I haven’t even got to the good shit yet. Up until he was called to assume political power, Monti was an international advisor for Goldman Sachs. Y’know, Goldman Sachs, the bank that all but caused the current economic recession and that is now taking over Europe like a fungal infection. Details of what exactly his role at the bank consisted of are hard to find, but it’s pretty safe to assume he wasn’t urging them to accept government regulation or channel their obscene profits into combating inequality. Monti isn’t a heroically disinterested expert brought in to solve a tricky economic problem, he’s part of an apparatus of capitalist power. It’s his job to act in the interests of the financial elite, and it’s a job he’s carrying out with humourlessly sadistic gusto. Democratically elected politicians are (supposedly, at least) answerable to the people. Technocrats aren’t.

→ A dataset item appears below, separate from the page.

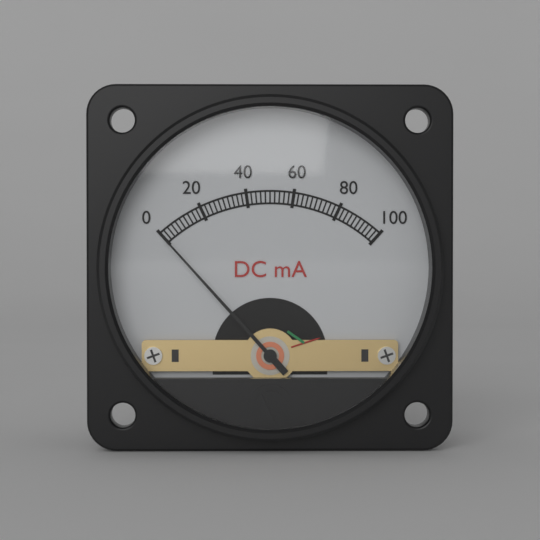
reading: 0 mA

Let’s not beat around the bush here: let’s call this new technocracy exactly what it is: fascism. And let’s call the installation of these new unity governments in Greece and Italy exactly what it is: a coup. Fascism should not be allowed to hide under the cloak of dour pragmatism. Sadism should not be allowed to masquerade as realism. The old fascists of Italy were for the most part political imbeciles, but at least you could tell what they were from a single glance. That’s why the new Prime Minister of Italy should have to wear a gimp suit. Or at least crack a whip every time he says the word ‘austerità.’ Or, at the very least, pose menacingly with a glass of red wine and lowered eyebrows while an ugly cat purrs in his lap.

In Disagreement, the philosopher Jacques Rancière draws an important distinction between la politique (politics) and le politique (the political). Le politique, or la police, is, as Douzinas puts it, ‘the process of argumentation and negotiation among the various parts of the social whole’ that ‘aims at (re)distributing benefits, rewards and positions without challenging the overall balance.’ Against the political stands politics proper, the politics of the masses: while Rancière is suspicious of the idea of a ‘pure’ politics, nonetheless politics is a disruptive force, a political subjectivity with the potential to overturn the social order. The dawn of the technocrats is the political stripped of any vestiges of politics. With the ascendancy of unelected technocrats like Monti and Papandreou, liberal democracy itself is consigned to the graveyard of ideologies. The parameters have already been set by diktat: austerity is the only solution and the order of the political has no need for politicians. In this, the new technocracy is curiously similar to Lenin’s vision of the post-revolutionary state as being involved in little more than accountancy and book-keeping, as outlined in State and Revolution. The difference is that Lenin retains politics through the armed mass of the people, which is to be the real medium of social change. Technocracy maintains no such balance. If the mechanism of government has been depoliticised, then it’s time for politics proper to make itself known.